Most people are able to feel empathy for a friend or loved one who is experiencing physical or emotional pain.  But it is often far more difficult to experience this same feeling when it is a stranger.  Researchers now believe, however, that one of the major factors that prevent us from empathizing with others is stress.

Perhaps surprisingly, the ability to share another's emotions -- or not -- is equally demonstrated by both mice and people, says Jeffrey Mogil, a neuroscientist at McGill University, whose team studied the link between stress and empathy in experiments on the laboratory animals and human volunteers.

"The really cool thing about this is that you get exactly the same findings in mice and people," Mogil says.

Past studies have shown that both mice and people can both experience empathy for someone else's pain, especially if that individual is familiar.  Those same studies have also demonstrated that stress levels rise in both rodents and people when they are in the presence of someone they do not know.

To find a link between stress and empathy, researchers treated male mice with the drug metyrapone, which blocks the stress hormone cortisol, to see how they would respond to pain in other mice.

The treated mice then began reacting to the unfamiliar mice in a manner normally reserved for cagemates showing signs of increased pain behaviors.  However, when the scientists stressed the mice, they showed less empathy when their fellow rodents showed signs of pain.

Researchers then tested the empathy in college students, as well, using the "cold pressor" test, in which one subject plunges one hand into ice water for 30 seconds, then rating the pain on a scale of no pain to the worst pain imaginable. 

When tested alone, the students ranked the pain about midway on the scale.  However, they reported greater discomfort when paired with a friend also taking the same test, and showed more pained facial expressions and often touching their own hands when watching someone else's suffering.

Mogil says that the results are somewhat counterintuitive -- one would expect that being tested across from a friend would reduce the level of pain.

"But it doesn't make it better, it makes it worse," Mogil says. "And the reason for that, we believe, is that your pain is being added onto by the empathy for your friend's pain. This extra bit of pain is actually coming from the contagion from the other person."

In contrast, when the volunteers were paired with strangers, their pain ratings were the same as when tested alone.  However, when given the stress-blocking metyrapone, they reported increased pain from the ice water.

"So we think what is preventing people from empathizing with each other on this very basic level is the fact that they're stressed because they find themselves in close quarters with someone they've never met before. So their empathy is unable to present itself."

Tony Buchanan, a neuroscientist at St. Louis University who also studies the effects of stress, says the McGill findings suggest that finding ways to reduce stress could potentially increase interpersonal empathy.

"In Mogil's study, people showed this empathy response to their friends but not to other classmates, who are just like them presumably. They're just like them, but they don't know them," Buchanan says.

"The idea would be: how do we get that empathy between the dyads in this study to extend to people who are your neighbors, to people who live across a border from you, to people who are a different religion?"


About this exercise → Which of the lines in the listing that follows hold "times"? Pull each one out.

Records for the task →
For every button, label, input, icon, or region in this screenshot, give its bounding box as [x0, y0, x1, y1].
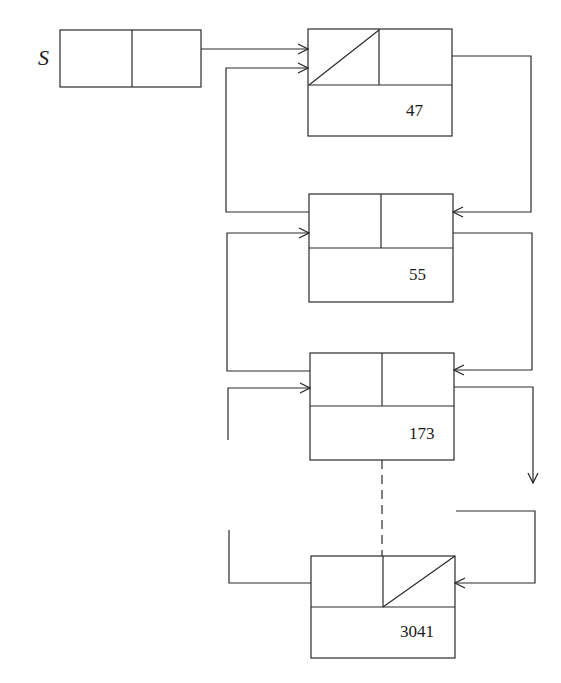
node-value-55: 55: [409, 265, 426, 285]
arrow-node3-next-continuation: [454, 387, 533, 483]
node-value-173: 173: [409, 424, 435, 444]
arrow-node2-next-to-node3: [453, 233, 532, 370]
node-value-3041: 3041: [400, 622, 434, 642]
arrow-continuation-to-node3: [228, 388, 310, 440]
line-node4-back-continuation: [229, 530, 311, 583]
list-node-55: [309, 194, 453, 302]
node-value-47: 47: [406, 101, 423, 121]
arrow-node1-next-to-node2: [452, 56, 531, 212]
list-node-3041: [311, 556, 455, 658]
head-pointer-node: [60, 30, 201, 87]
arrow-continuation-to-node4: [455, 511, 535, 583]
doubly-linked-list-diagram: [0, 0, 561, 683]
arrow-node2-back-to-node1: [226, 68, 309, 212]
arrow-node3-back-to-node2: [227, 233, 310, 371]
head-pointer-label: S: [38, 45, 49, 71]
list-node-47: [308, 29, 452, 136]
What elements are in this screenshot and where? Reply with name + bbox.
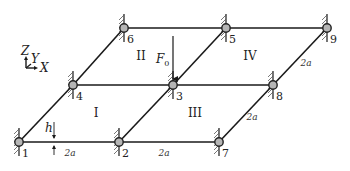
load-label: F0 xyxy=(155,52,169,68)
region-label: III xyxy=(188,106,202,120)
node-label-3: 3 xyxy=(176,90,183,103)
node-label-9: 9 xyxy=(330,33,337,46)
node-8 xyxy=(269,81,277,89)
node-label-5: 5 xyxy=(229,33,236,46)
load-f0: F0 xyxy=(155,36,173,79)
node-3 xyxy=(169,81,177,89)
region-label: IV xyxy=(243,49,257,63)
node-6 xyxy=(120,24,128,32)
node-9 xyxy=(323,24,331,32)
svg-text:Y: Y xyxy=(31,52,40,66)
nodes: 123456789 xyxy=(15,24,337,160)
node-label-2: 2 xyxy=(122,147,129,160)
dimension-label: 2a xyxy=(245,112,257,122)
node-label-6: 6 xyxy=(127,33,134,46)
thickness-marker: h xyxy=(45,121,56,155)
beam-3-5 xyxy=(173,28,226,85)
beam-4-6 xyxy=(73,28,124,85)
node-2 xyxy=(115,138,123,146)
dimension-label: 2a xyxy=(63,148,75,158)
coordinate-axes-icon: ZYX xyxy=(20,44,49,75)
node-label-7: 7 xyxy=(222,147,229,160)
node-7 xyxy=(215,138,223,146)
node-5 xyxy=(222,24,230,32)
region-label: I xyxy=(94,106,99,120)
svg-text:X: X xyxy=(39,61,49,75)
node-1 xyxy=(15,138,23,146)
region-label: II xyxy=(136,49,146,63)
thickness-label: h xyxy=(45,121,53,135)
node-label-8: 8 xyxy=(276,90,283,103)
dimension-label: 2a xyxy=(299,58,311,68)
grillage-diagram: F0 123456789 IIIIIIIV 2a2a2a2a h ZYX xyxy=(0,0,350,171)
svg-text:Z: Z xyxy=(20,44,30,58)
dimension-label: 2a xyxy=(157,148,169,158)
beam-2-3 xyxy=(119,85,173,142)
node-4 xyxy=(69,81,77,89)
node-label-1: 1 xyxy=(22,147,29,160)
beam-8-9 xyxy=(273,28,327,85)
node-label-4: 4 xyxy=(76,90,83,103)
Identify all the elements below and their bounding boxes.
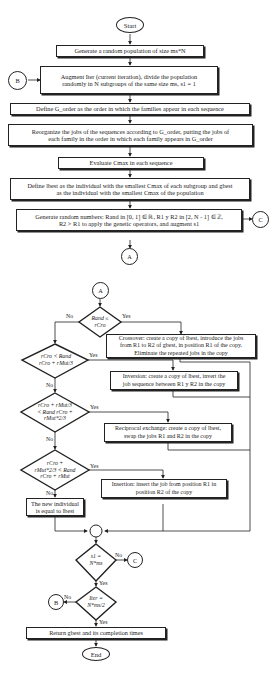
decision-text-line: Iter = xyxy=(89,595,103,602)
decision-d6-text: Iter = N*ms/2 xyxy=(80,595,112,609)
step-text-line1: Reorganize the jobs of the sequences acc… xyxy=(32,128,229,135)
step-text-line2: position R2 of the copy xyxy=(136,489,192,496)
decision-d2-text: rCro < Rand rCro + rMut/3 xyxy=(26,352,86,368)
step-text-line2: randomly in N subgroups of the same size… xyxy=(62,80,196,87)
d2-no-label: No xyxy=(46,382,53,388)
step-text: Generate a random population of size ms*… xyxy=(74,47,185,54)
d4-yes-label: Yes xyxy=(90,463,98,469)
step-text-line1: Crossover: create a copy of lbest, intro… xyxy=(119,335,243,342)
d3-yes-label: Yes xyxy=(90,404,98,410)
step-text-line1: Generate random numbers: Rand in [0, 1] … xyxy=(35,213,223,220)
step-reciprocal-exchange: Reciprocal exchange: create a copy of lb… xyxy=(104,423,232,442)
step-text-line3: Eliminate the repeated jobs in the copy xyxy=(134,350,228,357)
step-generate-random-numbers: Generate random numbers: Rand in [0, 1] … xyxy=(16,209,242,231)
decision-text-line: rCro < Rand xyxy=(41,353,71,360)
step-return-gbest: Return gbest and its completion times xyxy=(26,627,166,639)
decision-text-line: rMut*2/3 xyxy=(44,415,66,422)
connector-b-exit: B xyxy=(48,594,64,610)
d4-no-label: No xyxy=(46,490,53,496)
d1-yes-label: Yes xyxy=(122,313,130,319)
step-inversion: Inversion: create a copy of lbest, inver… xyxy=(110,371,238,390)
connector-c-entry: C xyxy=(252,211,269,228)
decision-text-line: Rand ≤ xyxy=(92,315,109,322)
step-insertion: Insertion: insert the job from position … xyxy=(101,479,227,498)
decision-text-line: rMut*2/3 < Rand xyxy=(35,467,76,474)
step-evaluate-cmax: Evaluate Cmax in each sequence xyxy=(58,157,204,169)
start-terminal: Start xyxy=(116,17,144,33)
step-reorganize-jobs: Reorganize the jobs of the sequences acc… xyxy=(8,124,253,146)
step-text-line2: from R1 to R2 of gbest, in position R1 o… xyxy=(120,342,242,349)
connector-b-entry: B xyxy=(8,71,27,90)
step-text: Evaluate Cmax in each sequence xyxy=(90,159,173,166)
connector-a-entry: A xyxy=(92,282,109,299)
step-text: Define G_order as the order in which the… xyxy=(36,105,224,112)
d1-no-label: No xyxy=(66,313,73,319)
d3-no-label: No xyxy=(46,436,53,442)
d6-no-label: No xyxy=(64,594,71,600)
decision-d3-text: rCro + rMut/3 < Rand rCro + rMut*2/3 xyxy=(22,401,88,423)
connector-c-exit: C xyxy=(127,552,143,568)
decision-text-line: s1 = xyxy=(91,553,102,560)
step-text-line2: is equal to lbest xyxy=(36,507,75,514)
step-text-line1: Define lbest as the individual with the … xyxy=(27,182,232,189)
step-define-lbest-gbest: Define lbest as the individual with the … xyxy=(10,178,250,200)
step-crossover: Crossover: create a copy of lbest, intro… xyxy=(106,334,256,358)
decision-d5-text: s1 = N*ms xyxy=(80,553,112,567)
d5-yes-label: Yes xyxy=(99,580,107,586)
end-terminal: End xyxy=(82,647,110,661)
decision-d1-text: Rand ≤ rCro xyxy=(82,314,118,330)
step-text-line1: Reciprocal exchange: create a copy of lb… xyxy=(115,425,221,432)
decision-text-line: rCro + rMut/3 xyxy=(39,360,73,367)
decision-text-line: N*ms/2 xyxy=(87,602,105,609)
d2-yes-label: Yes xyxy=(89,352,97,358)
step-text-line2: job sequence between R1 y R2 in the copy xyxy=(123,381,225,388)
step-text-line2: R2 > R1 to apply the genetic operators, … xyxy=(59,220,199,227)
step-text-line2: swap the jobs R1 and R2 in the copy xyxy=(124,433,212,440)
step-define-gorder: Define G_order as the order in which the… xyxy=(10,103,250,115)
step-text-line1: The new individual xyxy=(31,500,79,507)
connector-a-exit: A xyxy=(121,248,138,265)
step-text-line2: as the individual with the smallest Cmax… xyxy=(56,189,203,196)
step-text-line1: Augment Iter (current iteration), divide… xyxy=(61,73,198,80)
d5-no-label: No xyxy=(115,552,122,558)
d6-yes-label: Yes xyxy=(99,619,107,625)
step-text: Return gbest and its completion times xyxy=(49,629,143,636)
step-generate-population: Generate a random population of size ms*… xyxy=(56,45,204,57)
decision-text-line: N*ms xyxy=(89,560,102,567)
decision-text-line: < Rand rCro + xyxy=(37,409,72,416)
step-new-individual: The new individual is equal to lbest xyxy=(26,498,84,516)
decision-text-line: rCro xyxy=(94,322,105,329)
decision-text-line: rCro + rMut xyxy=(40,473,69,480)
step-augment-iter: Augment Iter (current iteration), divide… xyxy=(40,66,218,94)
decision-d4-text: rCro + rMut*2/3 < Rand rCro + rMut xyxy=(22,459,88,481)
decision-text-line: rCro + xyxy=(47,460,63,467)
step-text-line1: Inversion: create a copy of lbest, inver… xyxy=(123,373,226,380)
step-text-line2: each family in the order in which each f… xyxy=(48,135,213,142)
step-text-line1: Insertion: insert the job from position … xyxy=(112,481,217,488)
decision-text-line: rCro + rMut/3 xyxy=(38,402,72,409)
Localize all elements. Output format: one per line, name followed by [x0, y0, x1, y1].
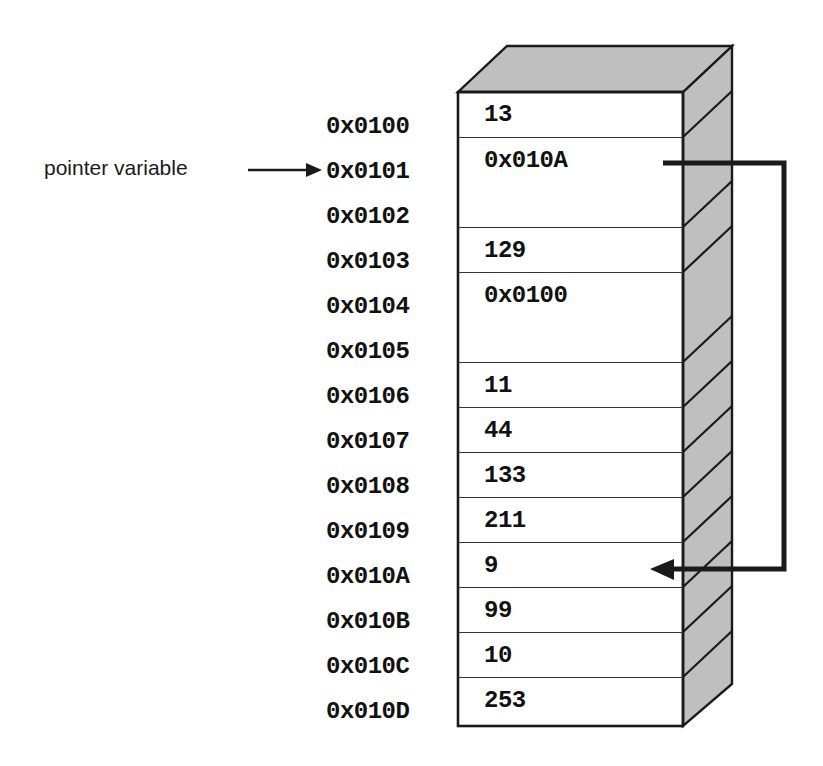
memory-cell-value: 11: [484, 363, 683, 408]
memory-cell-list: 130x010A1290x0100114413321199910253: [458, 92, 683, 726]
address-label: 0x010D: [326, 689, 450, 734]
pointer-memory-diagram: pointer variable 0x01000x01010x01020x010…: [0, 0, 823, 766]
memory-cell: 11: [458, 362, 683, 407]
memory-cell: 10: [458, 632, 683, 677]
memory-cell: 211: [458, 497, 683, 542]
address-label: 0x010B: [326, 599, 450, 644]
annotation-right-arrow-icon: [248, 152, 326, 192]
memory-cell: 13: [458, 92, 683, 137]
address-label: 0x0103: [326, 239, 450, 284]
memory-cell-value: 99: [484, 588, 683, 633]
memory-cell: 129: [458, 227, 683, 272]
memory-cell: 44: [458, 407, 683, 452]
memory-cell-value: 44: [484, 408, 683, 453]
memory-cell-value: 0x0100: [484, 273, 683, 318]
address-label: 0x0109: [326, 509, 450, 554]
address-label: 0x0102: [326, 194, 450, 239]
memory-cell: 133: [458, 452, 683, 497]
address-label: 0x0107: [326, 419, 450, 464]
memory-cell: 0x0100: [458, 272, 683, 362]
address-label: 0x0104: [326, 284, 450, 329]
pointer-variable-label: pointer variable: [44, 156, 188, 180]
memory-cell-value: 253: [484, 678, 683, 723]
memory-cell-value: 10: [484, 633, 683, 678]
address-label: 0x0105: [326, 329, 450, 374]
address-label: 0x0108: [326, 464, 450, 509]
memory-cell: 0x010A: [458, 137, 683, 227]
memory-cell-value: 0x010A: [484, 138, 683, 183]
memory-cell-value: 133: [484, 453, 683, 498]
memory-cell: 99: [458, 587, 683, 632]
memory-cell: 253: [458, 677, 683, 722]
memory-cell-value: 13: [484, 92, 683, 137]
memory-block: 130x010A1290x0100114413321199910253: [450, 38, 750, 738]
address-label: 0x0100: [326, 104, 450, 149]
address-label: 0x0101: [326, 149, 450, 194]
address-label: 0x0106: [326, 374, 450, 419]
address-label: 0x010A: [326, 554, 450, 599]
address-label: 0x010C: [326, 644, 450, 689]
memory-cell-value: 211: [484, 498, 683, 543]
memory-cell: 9: [458, 542, 683, 587]
memory-cell-value: 9: [484, 543, 683, 588]
memory-cell-value: 129: [484, 228, 683, 273]
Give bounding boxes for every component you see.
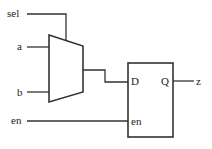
output-label-z: z [196,75,201,87]
input-label-sel: sel [7,7,19,19]
input-label-en: en [11,114,22,126]
latch-port-d: D [131,75,139,87]
input-label-b: b [17,86,23,98]
latch-port-en: en [131,115,142,127]
wire-sel [27,14,66,41]
input-label-a: a [17,40,22,52]
wire-mux-to-d [83,70,128,82]
circuit-diagram: sel a b en D Q en z [0,0,212,149]
mux-shape [49,35,83,102]
latch-port-q: Q [161,75,169,87]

Answer section →
step-return-gbest: Return gbest and its completion times xyxy=(26,627,166,639)
step-text: Return gbest and its completion times xyxy=(49,629,143,636)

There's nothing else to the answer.